CHS invasive plant workshop

Japanse duizendknoop, aka Japanese knotweed, a common invasive plant. Photo provided

CAVENDISH, Vt. – When Japanese knotweed is mentioned, people often cringe, and tell tales of how it’s taken over parts of their yard and is impossible to kill. However, it’s long been part of traditional medicine in Asia for centuries, as a treatment for such ailments as inflammation, infections, skin burns, and, most recently, Lyme disease.

While knotweed was brought to the Americas in the 1800s as an ornamental plant, other plants that had medicinal properties were brought to the Americas by the colonists. In addition, the “seed trade” was big business, with middle- and upper-class landowners buying plants from around the world to study in their back yards.

On Saturday, Oct. 26, the Cavendish Historical Society (CHS) will host their third workshop on plants, this time focusing on the invasives. This talk will feature garlic mustard, plantain, barberry, eucalyptus, ragweed, and other plants that were introduced or traveled with settlers. We’ll be exploring plants that can do damage to existing ecosystems, yet also offer medicine.

The workshop will take place at the Cavendish Town Library, 573 Main Street, Proctorsville, starting at 2 p.m. Dr. Charis Boke, a member of the Dartmouth College faculty in anthropology, will once again be speaking. Boke is currently writing “Poison, Power, and Possibility: Building Relations with Medicinal Plants,” which will explore the poetics, politics, and practices of contemporary herbalists in North America, leaning on ethnographic research, botanical histories, and lived experience to examine what it takes to remedy what ails us. Boke was involved in helping with the Benjamin Rush Medicinal Garden at the Mutter Museum in Philadelphia.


__BRIEF__. An exact retyping of all lines below is the answer; pictures do not belong in it.

(MATERIAL FOR THE TASK)

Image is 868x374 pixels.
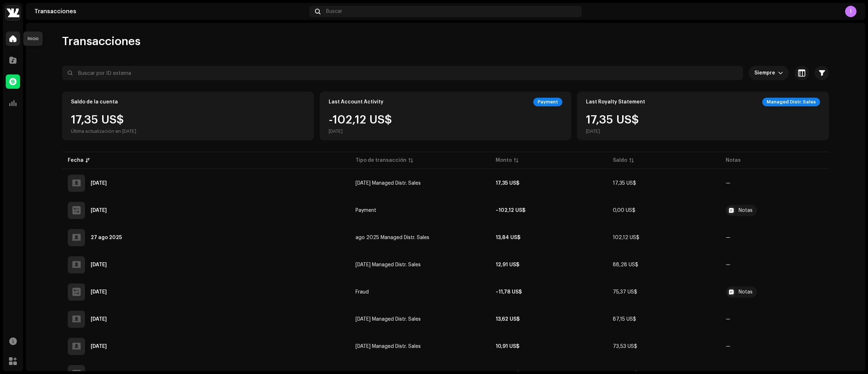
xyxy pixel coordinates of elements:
div: 27 may 2025 [91,344,107,349]
div: Monto [496,157,512,164]
strong: 13,84 US$ [496,235,520,240]
div: I [845,6,856,17]
span: Siempre [754,66,778,80]
re-a-table-badge: — [725,235,730,240]
div: Saldo de la cuenta [71,99,118,105]
re-a-table-badge: — [725,181,730,186]
input: Buscar por ID externa [62,66,743,80]
span: Transacciones [62,35,141,48]
div: Notas [738,208,752,213]
div: [DATE] [586,129,639,134]
div: Last Account Activity [329,99,383,105]
div: dropdown trigger [778,66,783,80]
span: 87,15 US$ [613,317,636,322]
div: Transacciones [35,8,306,15]
div: Notas [738,290,752,294]
div: Managed Distr. Sales [762,98,819,106]
div: Payment [533,98,562,106]
strong: 12,91 US$ [496,262,519,267]
div: Fecha [68,157,83,164]
strong: 13,62 US$ [496,317,519,322]
div: 30 sept 2025 [91,208,107,213]
div: Last Royalty Statement [586,99,645,105]
span: 75,37 US$ [613,290,637,294]
strong: –11,78 US$ [496,290,521,294]
strong: –102,12 US$ [496,208,526,213]
strong: 10,91 US$ [496,344,519,349]
span: jul 2025 Managed Distr. Sales [356,262,421,267]
div: 30 sept 2025 [91,181,107,186]
div: 28 jul 2025 [91,262,107,267]
span: Fraud [356,290,369,294]
div: Saldo [613,157,627,164]
span: 73,53 US$ [613,344,637,349]
div: [DATE] [329,129,392,134]
span: 0,00 US$ [613,208,635,213]
span: 102,12 US$ [613,235,639,240]
div: 23 jul 2025 [91,290,107,294]
span: Payment [356,208,376,213]
re-a-table-badge: — [725,317,730,322]
span: sept 2025 Managed Distr. Sales [356,181,421,186]
span: FRAUD: 2025-05 198668049483 Mix Cumbias Gruperas Grupo D'LUJO [725,286,823,298]
div: 27 ago 2025 [91,235,122,240]
strong: 17,35 US$ [496,181,519,186]
re-a-table-badge: — [725,262,730,267]
div: Última actualización en [DATE] [71,129,136,134]
img: a0cb7215-512d-4475-8dcc-39c3dc2549d0 [6,6,20,20]
span: jun 2025 Managed Distr. Sales [356,317,421,322]
span: may 2025 Managed Distr. Sales [356,344,421,349]
span: 17,35 US$ [613,181,636,186]
div: 28 jun 2025 [91,317,107,322]
span: 88,28 US$ [613,262,638,267]
span: Buscar [326,8,342,15]
div: Tipo de transacción [356,157,406,164]
re-a-table-badge: — [725,344,730,349]
span: Wise [725,205,823,216]
span: ago 2025 Managed Distr. Sales [356,235,429,240]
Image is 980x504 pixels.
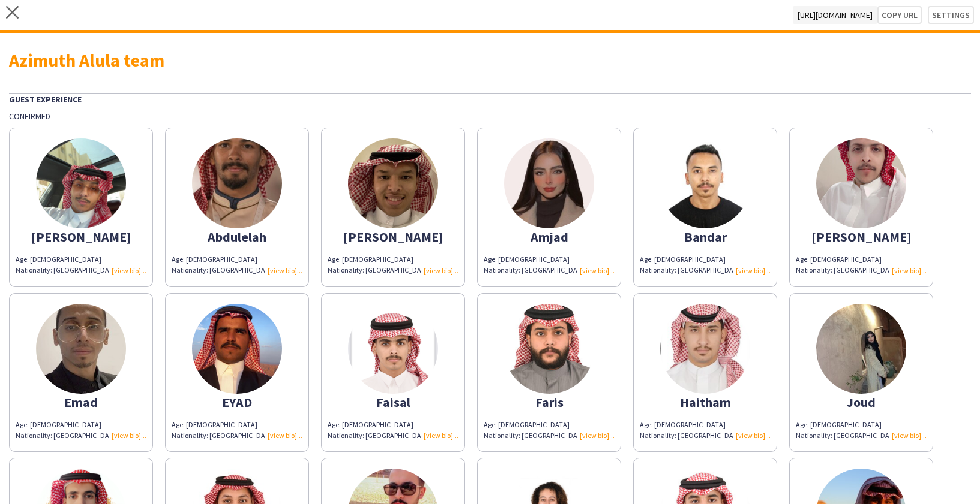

(End MATERIAL FOR THE TASK)

__WORKED SOLUTION__.
Image is 868x374 pixels.
xyxy pixel coordinates of elements:
div: 27 may 2025 [91,344,107,349]
div: Monto [496,157,512,164]
strong: 13,84 US$ [496,235,520,240]
div: I [845,6,856,17]
span: Siempre [754,66,778,80]
re-a-table-badge: — [725,235,730,240]
div: Saldo de la cuenta [71,99,118,105]
re-a-table-badge: — [725,181,730,186]
input: Buscar por ID externa [62,66,743,80]
span: Transacciones [62,35,141,48]
div: Notas [738,208,752,213]
div: [DATE] [586,129,639,134]
div: Last Account Activity [329,99,383,105]
div: dropdown trigger [778,66,783,80]
span: 87,15 US$ [613,317,636,322]
div: Transacciones [35,8,306,15]
div: Notas [738,290,752,294]
div: Managed Distr. Sales [762,98,819,106]
div: Payment [533,98,562,106]
strong: 12,91 US$ [496,262,519,267]
div: Fecha [68,157,83,164]
strong: 13,62 US$ [496,317,519,322]
div: 30 sept 2025 [91,208,107,213]
div: Last Royalty Statement [586,99,645,105]
span: 75,37 US$ [613,290,637,294]
strong: –11,78 US$ [496,290,521,294]
strong: –102,12 US$ [496,208,526,213]
strong: 10,91 US$ [496,344,519,349]
span: jul 2025 Managed Distr. Sales [356,262,421,267]
div: 30 sept 2025 [91,181,107,186]
div: 28 jul 2025 [91,262,107,267]
span: Fraud [356,290,369,294]
div: Saldo [613,157,627,164]
span: 73,53 US$ [613,344,637,349]
div: [DATE] [329,129,392,134]
span: 0,00 US$ [613,208,635,213]
span: 102,12 US$ [613,235,639,240]
div: 23 jul 2025 [91,290,107,294]
span: Payment [356,208,376,213]
re-a-table-badge: — [725,317,730,322]
span: sept 2025 Managed Distr. Sales [356,181,421,186]
span: FRAUD: 2025-05 198668049483 Mix Cumbias Gruperas Grupo D'LUJO [725,286,823,298]
div: 27 ago 2025 [91,235,122,240]
strong: 17,35 US$ [496,181,519,186]
re-a-table-badge: — [725,262,730,267]
div: Última actualización en [DATE] [71,129,136,134]
img: a0cb7215-512d-4475-8dcc-39c3dc2549d0 [6,6,20,20]
span: jun 2025 Managed Distr. Sales [356,317,421,322]
span: may 2025 Managed Distr. Sales [356,344,421,349]
span: 17,35 US$ [613,181,636,186]
div: 28 jun 2025 [91,317,107,322]
span: 88,28 US$ [613,262,638,267]
span: Buscar [326,8,342,15]
div: Tipo de transacción [356,157,406,164]
re-a-table-badge: — [725,344,730,349]
span: Wise [725,205,823,216]
span: ago 2025 Managed Distr. Sales [356,235,429,240]
Image is 980x504 pixels.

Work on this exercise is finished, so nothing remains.